*Exercise description*
When you reach the line that contains "reading: 0 °", set down that line and every one after it through the end of the records, exactly as written and with no pictures.

*Data extract*

——

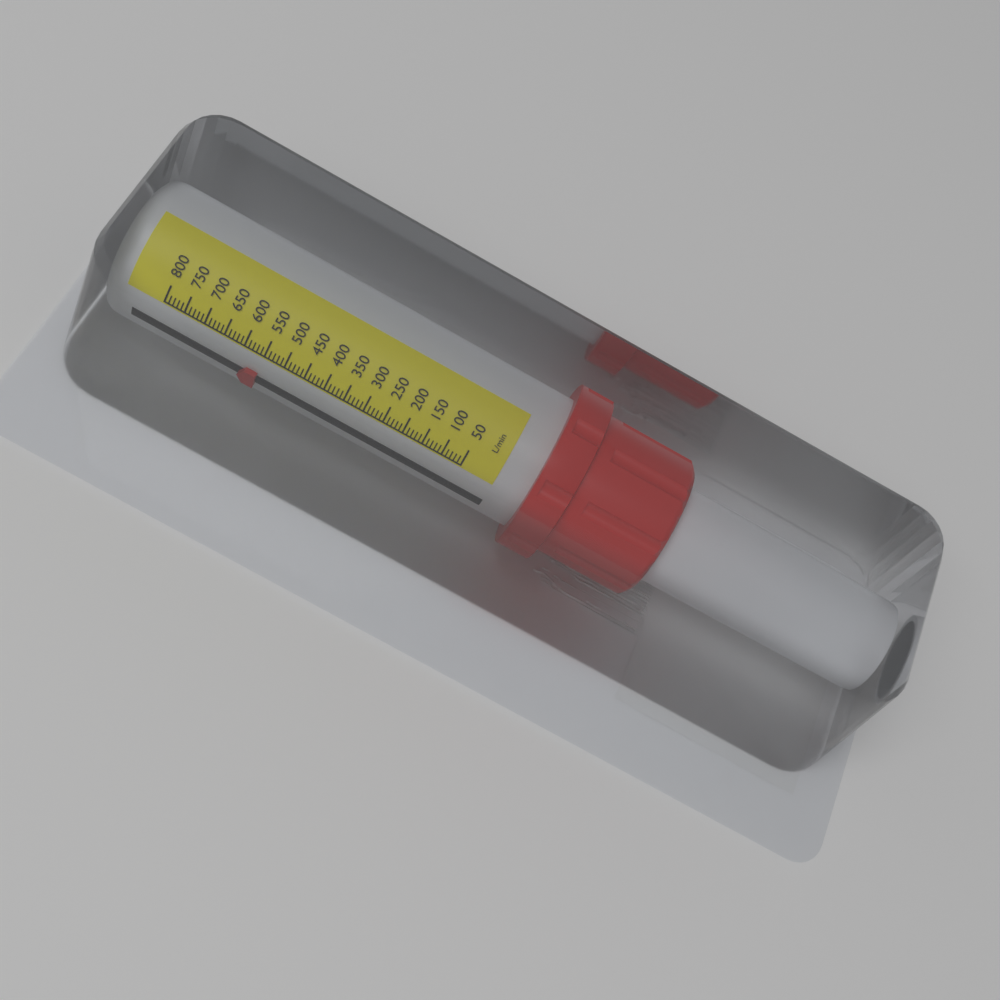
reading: 550 L/min
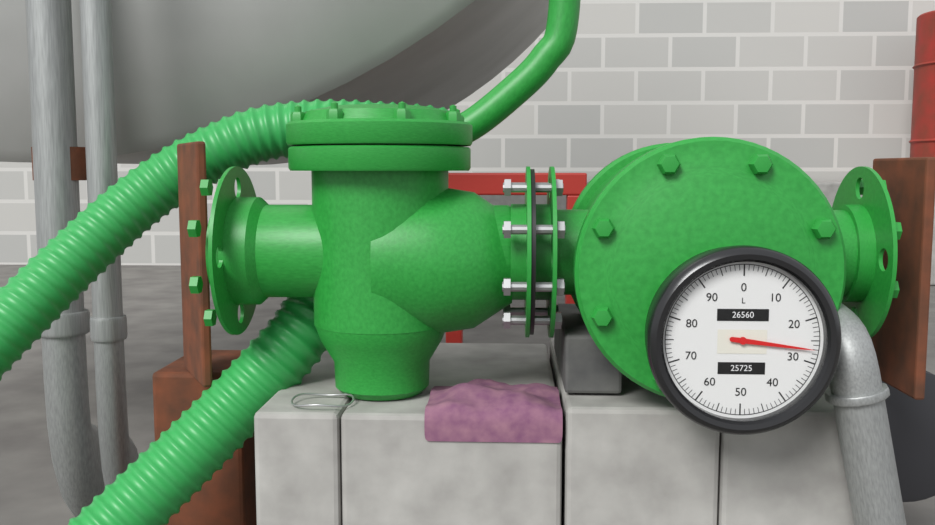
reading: 27 L
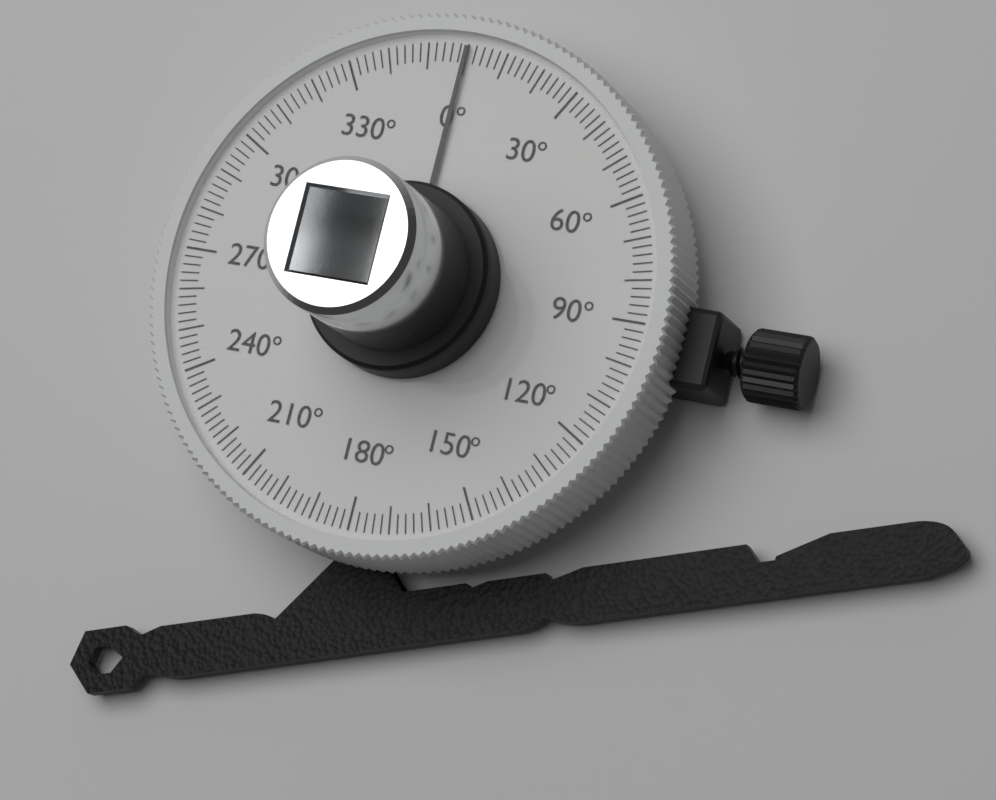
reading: 0 °
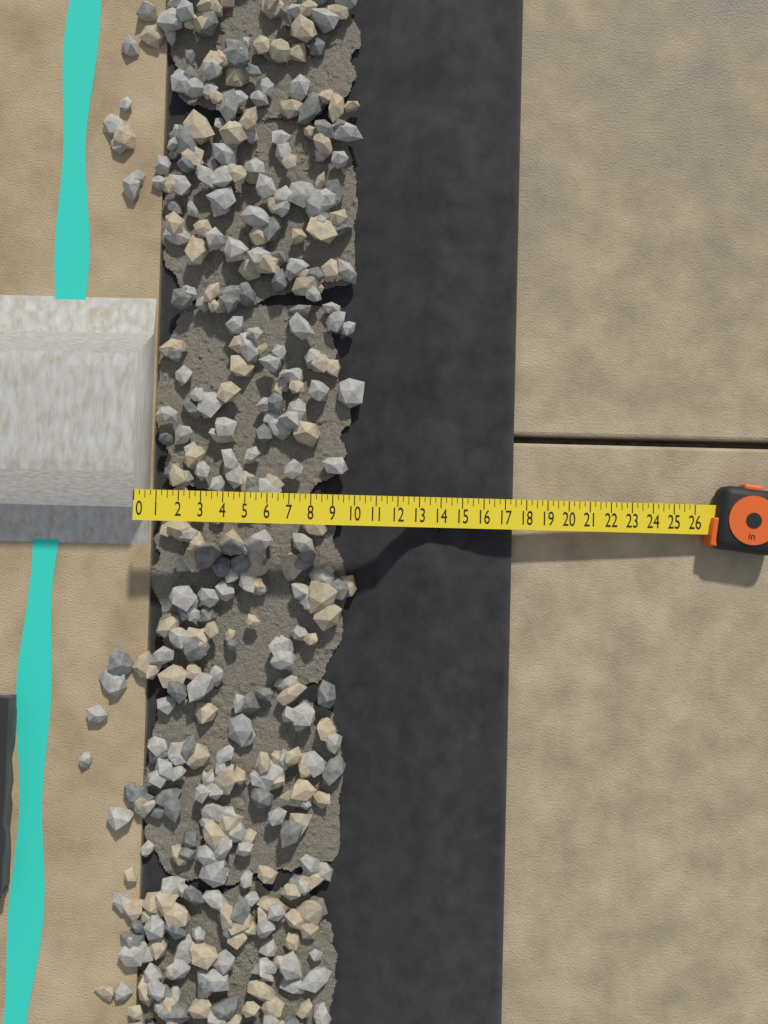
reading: 17.50 in
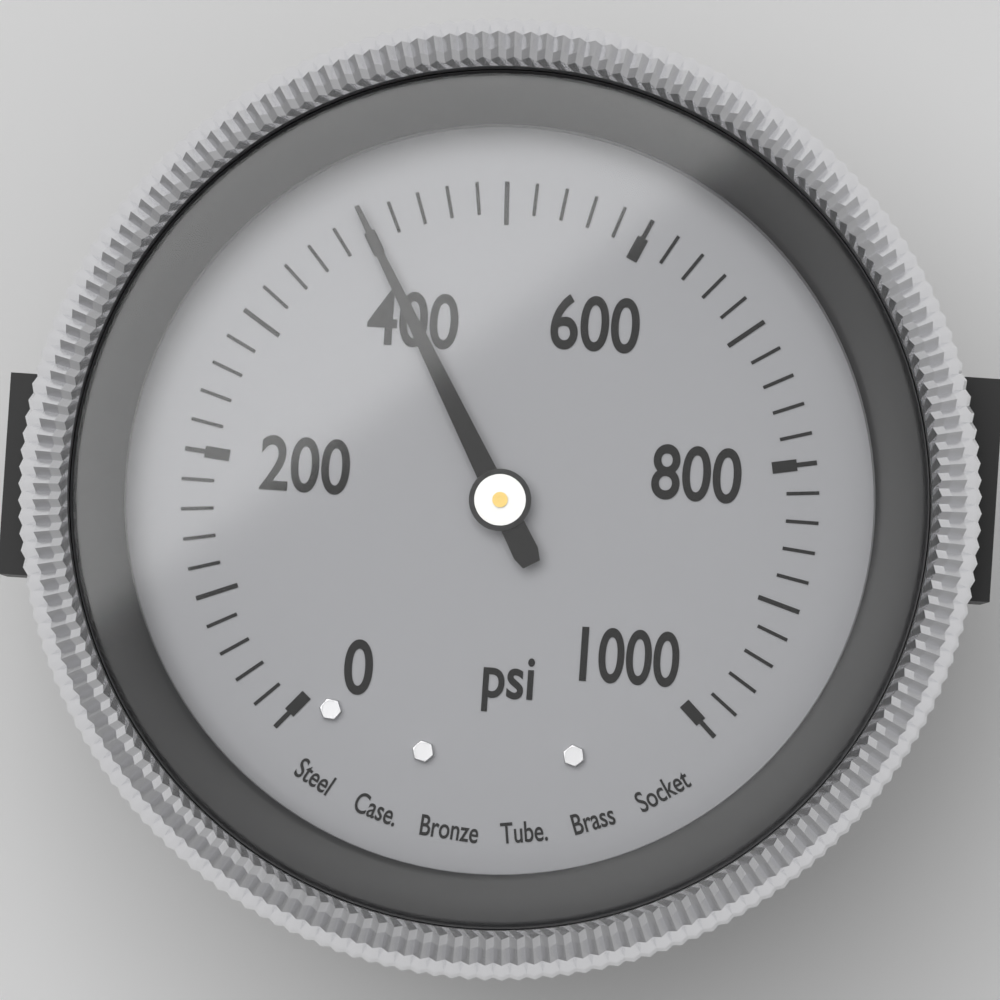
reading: 400 psi
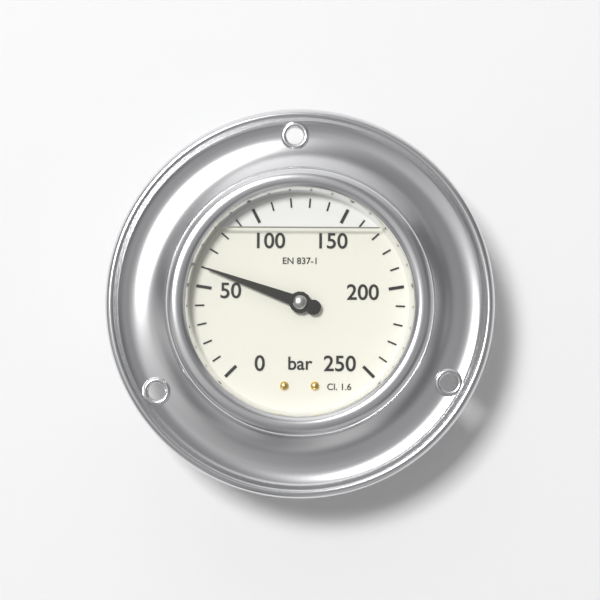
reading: 60 bar
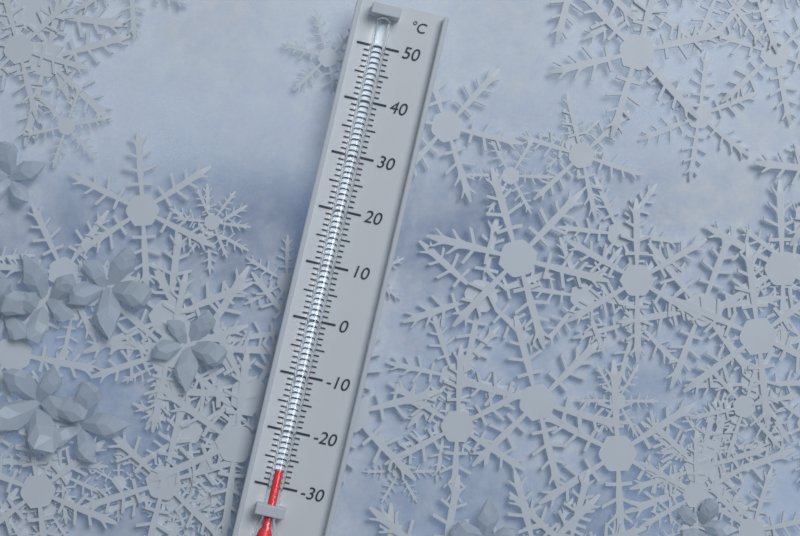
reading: -27 °C
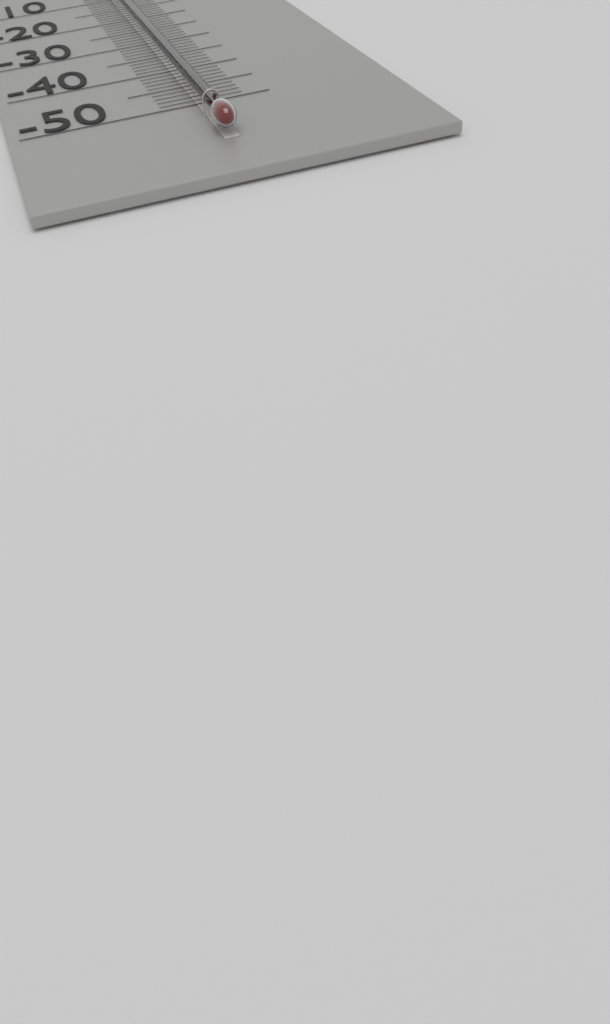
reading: -42 °C
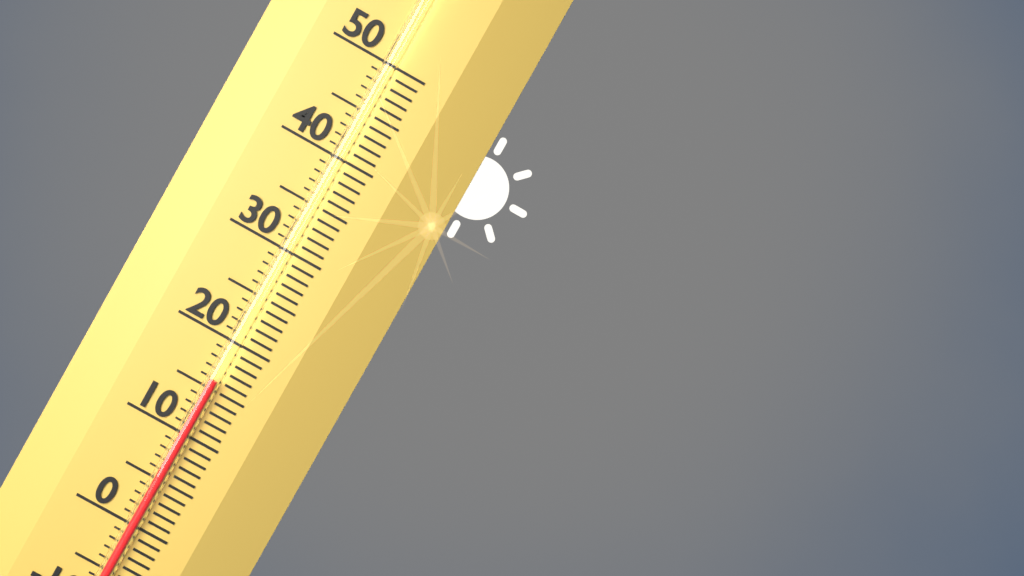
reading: 16 (no unit)
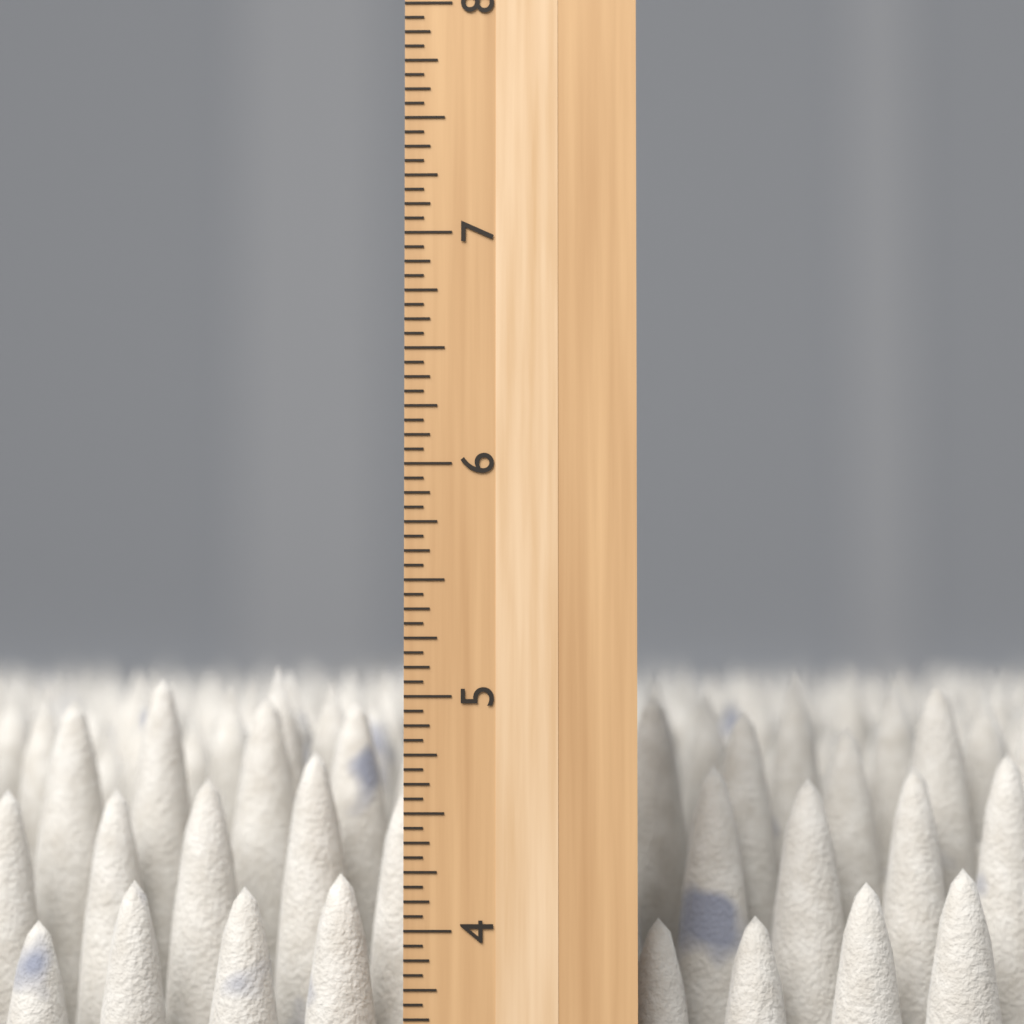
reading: 5.1250 inch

——

*Exercise result*
reading: 0 °
reading: 17.50 in
reading: 400 psi
reading: 60 bar
reading: -27 °C
reading: -42 °C
reading: 16 (no unit)
reading: 5.1250 inch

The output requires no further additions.